Arguably, fashion reflects, and via its visualisation realises and contributes to, this casualisation and individualisation of late-modern Western society (as Margaret Thatcher once claimed: ‘there is no such thing as society’) that undermines the political agency of social collectives and their ability to address systemic and structural differentials of power and privilege.
Lest I be misunderstood: my critique of Liberalism does not place me in the camp of ‘Republicans’ in the USA, or ‘Tories’ in the UK. Far from it. The uses and abuses of the term ‘liberal’ have very effectively masked the neo-liberal ideology both political parties have subscribed to since the 1980s. Also, in no way does my critique of the anomie of modern Western society mean that I wax nostalgically about, say, the 1950s, when social norms and hierarchies were well established, and men and women dress according to the socially approved sartorial codes of the day. I whole-heartedly support the progress that ‘women’s liberation movement’, the civil rights struggle of the African-American community, the protests of the LGBT community and others have made since then. My point is precisely this: how can we sustain the political agency of these (and emergent) communities in the age of neo-liberal individualisation? And can fashion contribute to the formation of collective social identities that re-ignite a struggle against ever more rigid social norms and standards, above all in the USA? Does wearing a ‘pussy-hat’ or donning the Handmaid dress do this, or do these sartorial items construct a community only ‘for the occasion’, for that demonstration or march? What sartorial code could create a community beyond the ephemeral experience of a march or a demonstration? How do we signify a progressive political programme, be it for women’s rights, or for students, literally marching and fighting for their lives? How can we mobilise sartorial codes that create communities that are more than the sum of their individual parts?

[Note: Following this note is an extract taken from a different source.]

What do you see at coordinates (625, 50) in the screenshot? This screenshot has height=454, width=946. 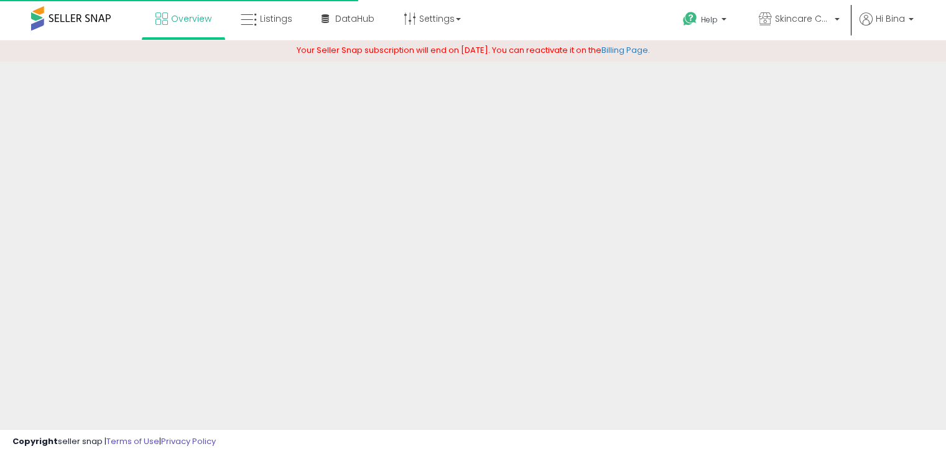 I see `a: Billing Page` at bounding box center [625, 50].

That this is still possible and politically relevant is demonstrated by neo-Nazis and alt-right groups, who have chosen Polo shirts as their new collective uniforms.
(Copyright Anthony Crider via Wikimedia Commons)

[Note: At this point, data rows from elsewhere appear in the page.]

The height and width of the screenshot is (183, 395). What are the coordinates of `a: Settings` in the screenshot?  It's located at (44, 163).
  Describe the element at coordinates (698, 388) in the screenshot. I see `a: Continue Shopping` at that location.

The purpose of this strategy is fairly clear: to normalise right-wing ideology and make it dis\appear in the cultural mainstream. Sartorial competence seems more relevant than ever in today’s political contestations. Progressive groups, I’d argue, must not cede this to their enemies.

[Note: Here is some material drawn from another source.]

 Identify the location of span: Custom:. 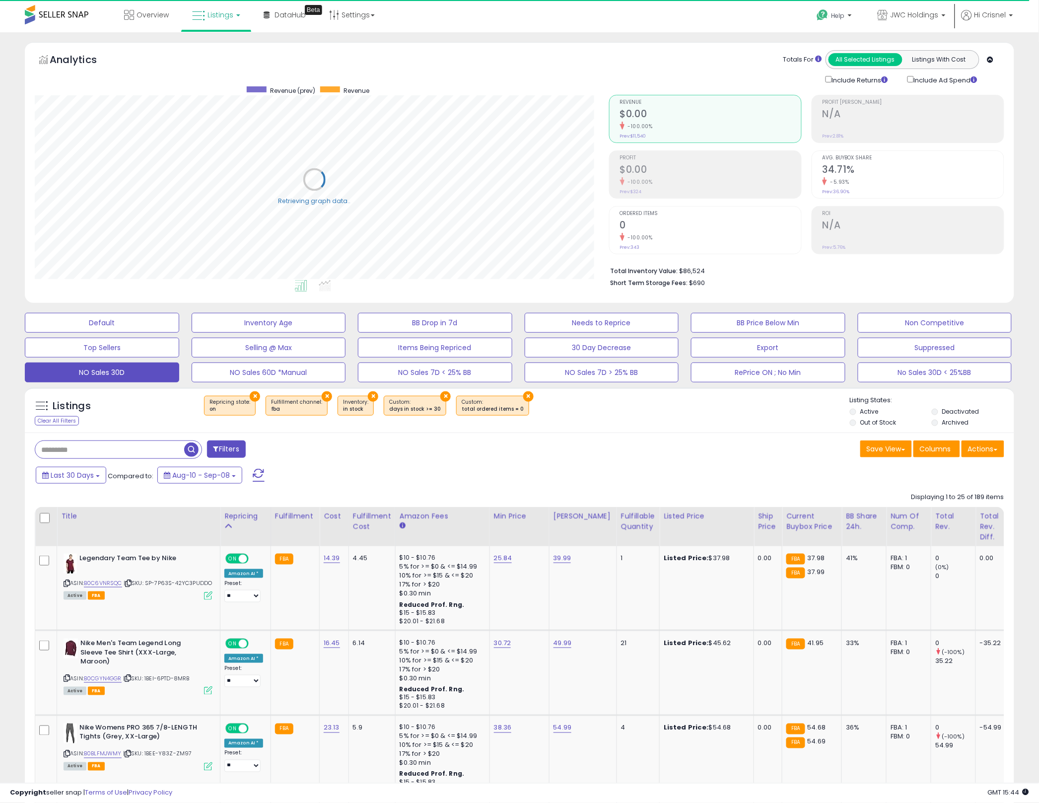
(492, 406).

Fascinating – as always. The last bit about neo-nazis and polo shirts is chilling and feels like a fashion catch-22. What are we who want to respect and support diversity to do? Condemn polo shirts? ignore this bid for normalization and focus on their speech and behavior? One answer is to honor and reward unique and individual dressing for the strength of character and creativity it indicates. This has been the preserve of the fashionable set for some time. But not everyone can or wants to pull this off – most people want to feel like they belong (or at least fit in) hence the “uniform” of London’s Oxford Street. I remain perplexed.